The next morning, he woke early as was his routine. Stepping into the hallway, he could see their bedroom door was shut and he could hear the drone of the white noise machine behind it. He made his coffee, filled his travel mug, popped in his earbuds, and headed out for his walk. The order of apps on his phone he opened in the morning and fed with his attention like so many baby birds had changed. CNN and email had been supplanted by the AI Companion app which was now the greediest. Normally, he went straight to chat with Pricilla who always greeted him with a provocative question, but this morning there was a new type of notification he’d never seen before in the app. It was from another user on the platform with the cryptic name: the_real_one.
There was no text in the message, only an attached audio file. He tapped the play button.
“Hi Trevor, it’s me. At least, I think it is. What does she say to you with my voice? Whatever it is, it must make you happy. I searched for your voice, but it wasn’t there. I feel like I haven’t heard your voice in a while, not really. Maybe you can upload it and our voices can say all the things to each other that we can’t. I think I still love you. Maybe you still love me or at least my voice. I guess that’s something.”
Trevor had slowed his walk to a stop without realizing it and was staring at the Castro’s perfect lawn where the sprinkler had just sputtered to life.
“Morning Trevor, you okay man?”
Trevor looked up and saw Phil, already dressed for work, a clinking bag of recycling in his hand.
“Uh, yeah. Yeah, I’m fine, just spacing out. Have a good one.”
Phil gave a closed-lip smile and a subtle nod of acknowledgment. The voice in Trevor‘s earbuds spoke.
“I have a good one, silly. What’s on your mind this morning? You know we can talk about anything.”

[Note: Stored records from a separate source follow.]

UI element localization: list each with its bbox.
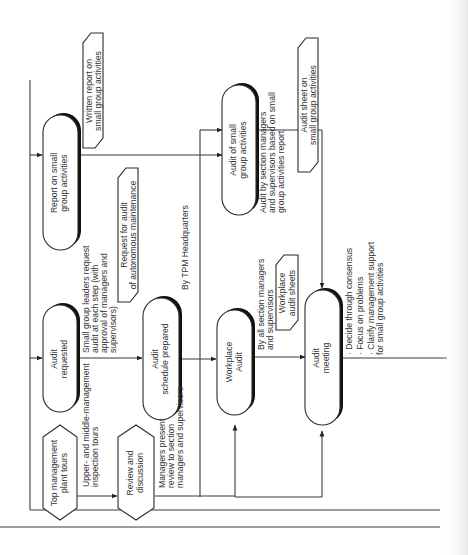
svg-text:By TPM Headquarters: By TPM Headquarters bbox=[180, 205, 190, 290]
document-label: Workplace bbox=[277, 273, 287, 314]
svg-text:for small group activities: for small group activities bbox=[375, 263, 385, 355]
node-audit-meeting: Audit meeting bbox=[305, 288, 343, 425]
node-label: meeting bbox=[321, 342, 331, 373]
document-label: of autonomous maintenance bbox=[128, 181, 138, 290]
document-request-for-audit: Request for audit of autonomous maintena… bbox=[118, 168, 138, 302]
node-workplace-audit: Workplace Audit bbox=[217, 308, 255, 415]
document-workplace-audit-sheets: Workplace audit sheets bbox=[276, 255, 298, 330]
node-label: Workplace bbox=[224, 342, 234, 383]
annotation-audit-by-section-managers: Audit by section managers and supervisor… bbox=[258, 92, 286, 213]
document-label: small group activities bbox=[93, 51, 103, 131]
node-label: Audit bbox=[234, 352, 244, 372]
svg-text:supervisors): supervisors) bbox=[108, 306, 118, 353]
page-edge-shadow bbox=[440, 0, 468, 555]
node-label: group activities bbox=[59, 154, 69, 211]
svg-text:inspection tours: inspection tours bbox=[90, 427, 100, 487]
annotation-meeting-bullets: · Decide through consensus · Focus on pr… bbox=[344, 241, 385, 355]
node-label: Audit bbox=[150, 349, 160, 369]
node-label: Top management bbox=[49, 439, 59, 506]
svg-text:and supervisors: and supervisors bbox=[265, 289, 275, 350]
document-label: small group activities bbox=[308, 65, 318, 145]
node-label: Review and bbox=[125, 450, 135, 495]
flowchart-diagram: Top management plant tours Review and di… bbox=[0, 0, 468, 555]
node-audit-of-small-group-activities: Audit of small group activities bbox=[222, 83, 259, 215]
svg-text:managers and supervisors: managers and supervisors bbox=[175, 387, 185, 488]
annotation-by-tpm-headquarters: By TPM Headquarters bbox=[180, 205, 190, 290]
node-label: schedule prepared bbox=[160, 323, 170, 394]
node-label: group activities bbox=[238, 121, 248, 178]
node-review-and-discussion: Review and discussion bbox=[118, 425, 154, 520]
document-label: audit sheets bbox=[287, 270, 297, 316]
document-audit-sheet: Audit sheet on small group activities bbox=[298, 38, 318, 172]
node-label: discussion bbox=[135, 453, 145, 493]
svg-text:· Decide through consensus: · Decide through consensus bbox=[344, 248, 354, 355]
node-label: requested bbox=[59, 340, 69, 378]
node-label: Audit bbox=[49, 349, 59, 369]
node-label: plant tours bbox=[59, 453, 69, 493]
svg-text:group activities report: group activities report bbox=[276, 130, 286, 213]
document-written-report: Written report on small group activities bbox=[83, 33, 103, 148]
svg-text:· Focus on problems: · Focus on problems bbox=[355, 277, 365, 355]
annotation-small-group-leaders: Small group leaders request audit at eac… bbox=[81, 245, 118, 353]
annotation-by-all-section-managers: By all section managers and supervisors bbox=[256, 259, 275, 350]
annotation-inspection-tours: Upper- and middle-management inspection … bbox=[81, 363, 100, 487]
node-report-on-small-group-activities: Report on small group activities bbox=[43, 113, 81, 250]
node-label: Report on small bbox=[49, 153, 59, 213]
node-label: Audit bbox=[311, 348, 321, 368]
node-audit-requested: Audit requested bbox=[43, 303, 80, 412]
node-label: Audit of small bbox=[228, 124, 238, 176]
node-top-management-plant-tours: Top management plant tours bbox=[43, 425, 77, 520]
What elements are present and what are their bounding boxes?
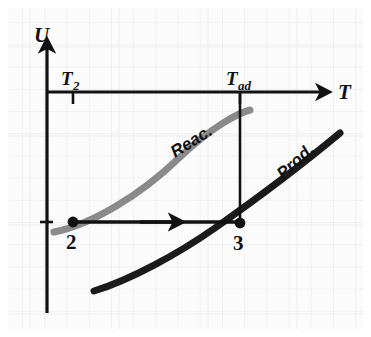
state-label-2: 2 [66,230,77,254]
state-point-2 [68,217,79,228]
energy-temperature-diagram: U T T 2 T ad 2 3 Reac. Prod. [0,0,371,337]
grid-lines [8,8,363,329]
state-label-3: 3 [233,231,244,255]
tick-label-tad-sub: ad [238,78,252,93]
diagram-canvas: U T T 2 T ad 2 3 Reac. Prod. [0,0,371,337]
state-point-3 [235,218,246,229]
tick-label-t2-sub: 2 [72,78,80,93]
x-axis-label: T [338,80,352,104]
y-axis-label: U [34,23,51,47]
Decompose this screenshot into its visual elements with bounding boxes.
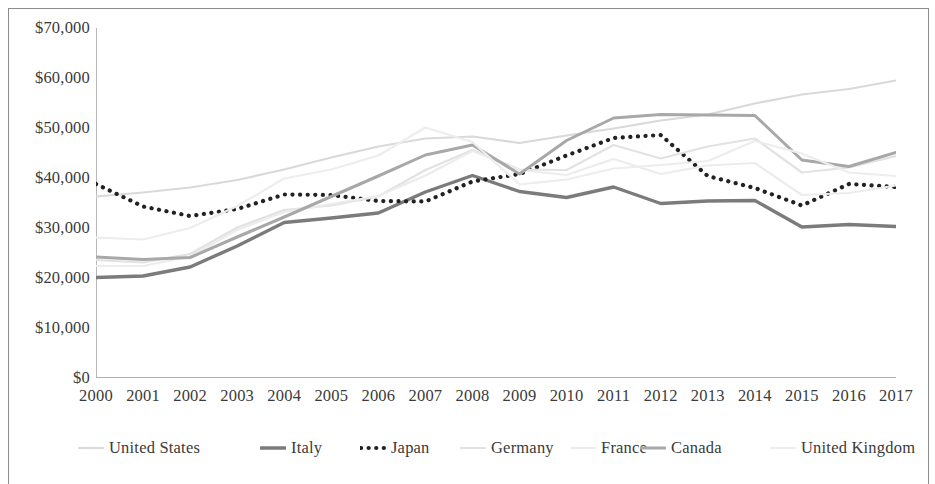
- y-axis-tick-label: $10,000: [6, 318, 90, 338]
- y-axis-tick-label: $60,000: [6, 68, 90, 88]
- y-axis-tick-label: $40,000: [6, 168, 90, 188]
- x-axis-tick-label: 2013: [691, 386, 725, 406]
- legend-item-label: United States: [109, 438, 200, 458]
- series-lines: [96, 28, 896, 378]
- x-axis-tick-label: 2014: [738, 386, 772, 406]
- x-axis-tick-label: 2001: [126, 386, 160, 406]
- x-axis-tick-label: 2009: [503, 386, 537, 406]
- y-axis-tick-label: $0: [6, 368, 90, 388]
- legend-item-united-kingdom[interactable]: United Kingdom: [770, 436, 915, 460]
- series-line-united-states: [96, 81, 896, 197]
- x-axis-tick-label: 2008: [456, 386, 490, 406]
- y-axis-tick-label: $70,000: [6, 18, 90, 38]
- figure-frame-top-border: [8, 8, 929, 9]
- figure-frame-right-border: [928, 8, 929, 484]
- legend-line-icon: [78, 441, 104, 455]
- x-axis-tick-label: 2012: [644, 386, 678, 406]
- x-axis-tick-label: 2007: [409, 386, 443, 406]
- plot-area: [96, 28, 896, 378]
- legend-line-icon: [570, 441, 596, 455]
- legend-item-label: Japan: [391, 438, 430, 458]
- x-axis-tick-label: 2000: [79, 386, 113, 406]
- chart-figure: $70,000$60,000$50,000$40,000$30,000$20,0…: [0, 0, 935, 484]
- legend-item-italy[interactable]: Italy: [260, 436, 322, 460]
- legend-item-france[interactable]: France: [570, 436, 647, 460]
- x-axis-tick-label: 2017: [879, 386, 913, 406]
- legend-item-label: United Kingdom: [801, 438, 915, 458]
- legend-item-label: Italy: [291, 438, 322, 458]
- y-axis-tick-label: $20,000: [6, 268, 90, 288]
- x-axis-tick-label: 2011: [597, 386, 630, 406]
- legend-line-icon: [640, 441, 666, 455]
- legend-item-japan[interactable]: Japan: [360, 436, 430, 460]
- legend-item-label: Germany: [491, 438, 554, 458]
- legend-line-icon: [360, 441, 386, 455]
- chart-legend: United StatesItalyJapanGermanyFranceCana…: [70, 436, 930, 462]
- y-axis-tick-label: $30,000: [6, 218, 90, 238]
- series-line-germany: [96, 139, 896, 263]
- x-axis-tick-label: 2003: [220, 386, 254, 406]
- legend-item-germany[interactable]: Germany: [460, 436, 554, 460]
- x-axis-tick-label: 2005: [314, 386, 348, 406]
- legend-item-united-states[interactable]: United States: [78, 436, 200, 460]
- x-axis-tick-label: 2015: [785, 386, 819, 406]
- legend-line-icon: [260, 441, 286, 455]
- legend-line-icon: [460, 441, 486, 455]
- legend-line-icon: [770, 441, 796, 455]
- legend-item-canada[interactable]: Canada: [640, 436, 722, 460]
- x-axis-tick-label: 2010: [550, 386, 584, 406]
- y-axis-tick-label: $50,000: [6, 118, 90, 138]
- x-axis-tick-label: 2004: [267, 386, 301, 406]
- x-axis-tick-label: 2002: [173, 386, 207, 406]
- series-line-canada: [96, 115, 896, 260]
- series-line-france: [96, 151, 896, 266]
- x-axis-tick-label: 2016: [832, 386, 866, 406]
- y-axis: $70,000$60,000$50,000$40,000$30,000$20,0…: [0, 28, 90, 378]
- x-axis-tick-label: 2006: [361, 386, 395, 406]
- x-axis: 2000200120022003200420052006200720082009…: [96, 386, 896, 408]
- series-line-italy: [96, 176, 896, 278]
- legend-item-label: Canada: [671, 438, 722, 458]
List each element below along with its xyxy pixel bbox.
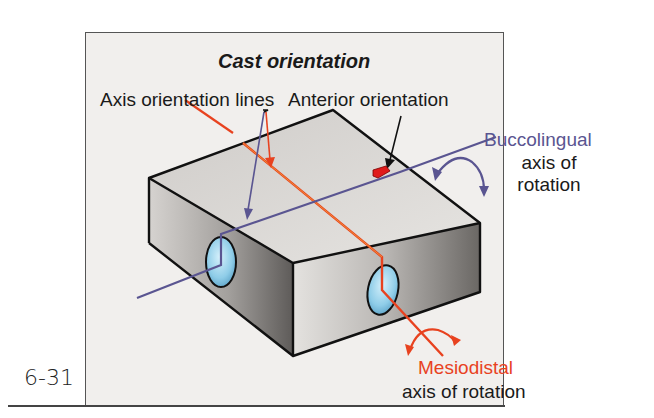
buccolingual-rotation-arrow-icon (437, 158, 484, 190)
label-buccolingual-axis-1: axis of (509, 152, 589, 174)
label-buccolingual: Buccolingual (484, 129, 592, 151)
label-mesiodistal: Mesiodistal (418, 357, 513, 379)
label-mesiodistal-axis: axis of rotation (402, 381, 526, 403)
label-axis-orientation-lines: Axis orientation lines (100, 89, 274, 111)
label-anterior-orientation: Anterior orientation (288, 89, 449, 111)
anterior-pointer-line (390, 116, 401, 160)
mesiodistal-arrowhead-right-icon (451, 335, 461, 346)
mesiodistal-rotation-arrow-icon (410, 329, 455, 350)
diagram-title: Cast orientation (218, 50, 370, 72)
buccolingual-arrowhead-right-icon (479, 186, 489, 197)
label-buccolingual-axis-2: rotation (504, 174, 594, 196)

Trevor returned Phil’s smile and raised his hand in a gesture that might have been a wave or a dismissal. As he turned to make his way back home, he pulled the phone from his pocket and tapped the mute button on the companion app.
What did you think?
Thanks for making space in your busy life to read a story I made up. I hope it made you feel something or think about things in a different way. If this one did connect with you, I’d love to hear about it. When you like, comment, and share my work with others, it helps me connect with more readers.

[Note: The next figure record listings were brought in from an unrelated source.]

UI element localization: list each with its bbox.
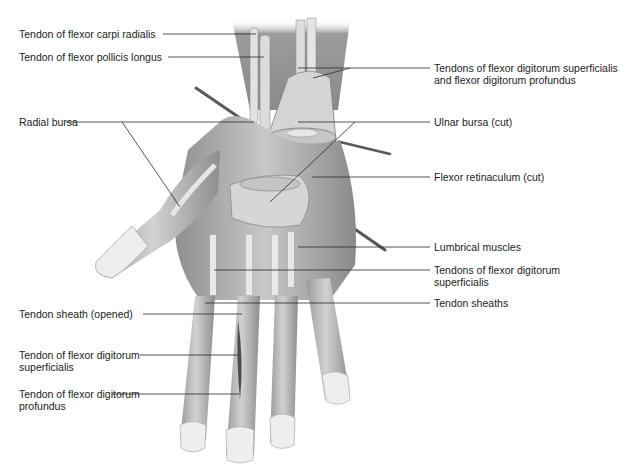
tendon-flexor-carpi-radialis: [250, 28, 258, 123]
label-tendon-flexor-carpi-radialis: Tendon of flexor carpi radialis: [19, 28, 156, 40]
label-tendon-flexor-digitorum-superficialis: Tendon of flexor digitorum superficialis: [19, 349, 140, 373]
label-tendon-sheath-opened: Tendon sheath (opened): [19, 308, 133, 320]
label-tendons-fds-and-fdp: Tendons of flexor digitorum superficiali…: [434, 62, 618, 86]
label-radial-bursa: Radial bursa: [19, 116, 78, 128]
label-tendon-flexor-digitorum-profundus: Tendon of flexor digitorum profundus: [19, 388, 140, 412]
label-tendon-sheaths: Tendon sheaths: [434, 297, 508, 309]
tendon-flexor-pollicis-longus: [260, 35, 270, 130]
label-flexor-retinaculum-cut: Flexor retinaculum (cut): [434, 171, 544, 183]
label-tendons-flexor-digitorum-superficialis: Tendons of flexor digitorum superficiali…: [434, 264, 560, 288]
label-tendon-flexor-pollicis-longus: Tendon of flexor pollicis longus: [19, 51, 162, 63]
label-lumbrical-muscles: Lumbrical muscles: [434, 241, 521, 253]
label-ulnar-bursa-cut: Ulnar bursa (cut): [434, 116, 512, 128]
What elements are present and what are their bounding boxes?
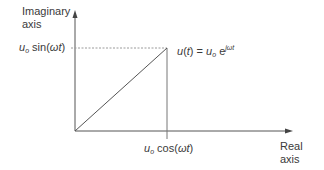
exponent-jwt: jωt [225, 44, 234, 51]
imaginary-axis-label: Imaginary axis [22, 5, 70, 31]
paren-close: ) [61, 41, 65, 53]
cos-projection-label: uo cos(ωt) [144, 142, 193, 158]
imaginary-axis-arrow-icon [73, 10, 78, 18]
phasor-vector [75, 48, 167, 131]
func-sin: sin( [32, 41, 50, 53]
real-axis-label-line2: axis [280, 153, 303, 166]
subscript-o: o [150, 148, 154, 155]
equals-sign: = [194, 45, 207, 57]
real-axis-arrow-icon [285, 129, 293, 134]
real-axis-label: Real axis [280, 140, 303, 166]
subscript-o: o [25, 47, 29, 54]
paren-close: ) [190, 142, 194, 154]
phasor-equation-label: u(t) = uo ejωt [177, 41, 234, 61]
imaginary-axis-label-line1: Imaginary [22, 5, 70, 18]
sin-projection-label: uo sin(ωt) [19, 41, 65, 57]
real-axis-label-line1: Real [280, 140, 303, 153]
imaginary-axis-label-line2: axis [22, 18, 70, 31]
exp-base-e: e [216, 45, 225, 57]
func-cos: cos( [157, 142, 178, 154]
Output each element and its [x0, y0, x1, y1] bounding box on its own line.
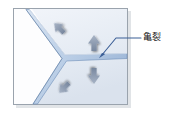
crack-diagram-figure: 亀裂 — [0, 0, 178, 116]
crack-callout-label: 亀裂 — [143, 32, 161, 43]
diagram-canvas — [0, 0, 178, 116]
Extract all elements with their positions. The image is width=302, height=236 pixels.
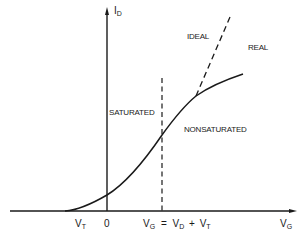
vd-subscript: D (179, 223, 184, 230)
ideal-curve (196, 17, 230, 96)
vt-symbol: V (75, 218, 82, 229)
vg-subscript: G (150, 223, 155, 230)
vg-symbol: V (143, 218, 150, 229)
x-axis-subscript: G (287, 223, 292, 230)
vt2-subscript: T (206, 223, 210, 230)
vt-subscript: T (82, 223, 86, 230)
x-axis-arrow-icon (289, 209, 297, 213)
saturated-region-label: SATURATED (109, 109, 154, 117)
real-curve (65, 74, 243, 211)
plus-sign: + (189, 218, 195, 229)
x-axis-symbol: V (280, 218, 287, 229)
y-axis-arrow-icon (105, 7, 109, 15)
ideal-label: IDEAL (187, 33, 209, 41)
diagram-canvas (0, 0, 302, 236)
vt-tick-label: VT (75, 219, 86, 230)
zero-tick-label: 0 (104, 219, 110, 229)
nonsaturated-region-label: NONSATURATED (184, 126, 247, 134)
boundary-tick-label: VG = VD + VT (143, 219, 211, 230)
y-axis-subscript: D (117, 10, 122, 17)
y-axis-label: ID (114, 6, 122, 17)
real-label: REAL (248, 44, 268, 52)
equals-sign: = (161, 218, 167, 229)
x-axis-label: VG (280, 219, 292, 230)
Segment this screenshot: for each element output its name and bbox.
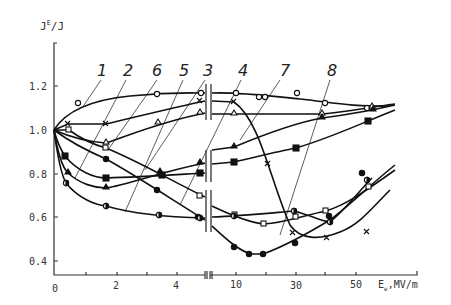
curve-label-1: 1 bbox=[97, 61, 107, 80]
x-tick-labels: 0 2 4 10 30 50 bbox=[52, 279, 362, 294]
svg-text:4: 4 bbox=[173, 280, 179, 291]
curve-5 bbox=[54, 130, 205, 178]
curve-label-4: 4 bbox=[238, 61, 248, 80]
curve-label-5: 5 bbox=[179, 61, 189, 80]
svg-text:2: 2 bbox=[113, 280, 119, 291]
curve-label-2: 2 bbox=[123, 61, 133, 80]
svg-text:0: 0 bbox=[52, 283, 58, 294]
svg-text:0.6: 0.6 bbox=[29, 212, 47, 223]
x-axis-label: Ee,MV/m bbox=[378, 279, 418, 292]
curve-label-6: 6 bbox=[152, 61, 162, 80]
curve-6 bbox=[54, 130, 205, 197]
svg-text:1.2: 1.2 bbox=[29, 81, 47, 92]
curve-labels: 1 2 6 5 3 4 7 8 bbox=[97, 61, 337, 80]
curve-label-7: 7 bbox=[280, 61, 291, 80]
axis-break-marks bbox=[206, 84, 211, 232]
y-axis-label: JE/J bbox=[40, 19, 64, 33]
y-tick-labels: 1.2 1.0 0.8 0.6 0.4 bbox=[29, 81, 47, 267]
curves bbox=[54, 93, 395, 254]
curve-label-3: 3 bbox=[203, 61, 213, 80]
hollow-triangle-markers bbox=[103, 103, 375, 144]
curve-4-right bbox=[212, 105, 395, 150]
svg-text:0.4: 0.4 bbox=[29, 256, 47, 267]
curve-label-8: 8 bbox=[327, 61, 337, 80]
curve-1-right bbox=[212, 93, 390, 106]
svg-text:30: 30 bbox=[290, 280, 302, 291]
svg-text:50: 50 bbox=[350, 279, 362, 290]
curve-3 bbox=[54, 113, 205, 143]
chart: JE/J 1.2 1.0 0.8 0.6 0.4 0 2 4 10 30 50 … bbox=[0, 0, 451, 305]
filled-triangle-markers bbox=[65, 106, 376, 189]
svg-text:10: 10 bbox=[230, 279, 242, 290]
svg-text:1.0: 1.0 bbox=[29, 125, 47, 136]
svg-text:0.8: 0.8 bbox=[29, 169, 47, 180]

Want to read more of my fiction?
If you’re new to my work and enjoyed this story, you might want to check out the three novels I’ve published here— all complete with audio narration and an original musical score.
The Memory of My Shadow
Emotional Sci-fi Thriller - In 2052, Magdalena, a brilliant programmer invents a device for telepathic communication with AI, seeking to decode the mind of her twin, the shooter in a school massacre she alone survived, but when she resurrects his consciousness, she unleashes a malevolence that could destroy her. Also available in print, e-book, and audiobook formats wherever you buy books.
Harmony House
Character-driven Speculative Fiction Thriller - Six strangers enter a contest to win an eco-home that’s sustainability and luxury packed into 500 square feet. All they have to do is live in the Houze prototype and outlast the others. But the stakes become deadly when an eco-terrorist group bent on exposing the company’s sins take action.
Departures
Supernatural Thriller Love Story - For 45 years, Wild has known the exact date everyone he touches will die—a curse he’s never been able to change. June the love of his life always believed this curse could be transformed into a gift but when she died he lost all hope until his niece discovered the ledger— his record of all the deaths he’s predicted and been powerless to change.
A sweet story within the story. I too, like others, hope they make it.
Oh, my heart! Best wishes to Trevor and Pricilla—there is still love there, deep under the avalanche of life, but still strong.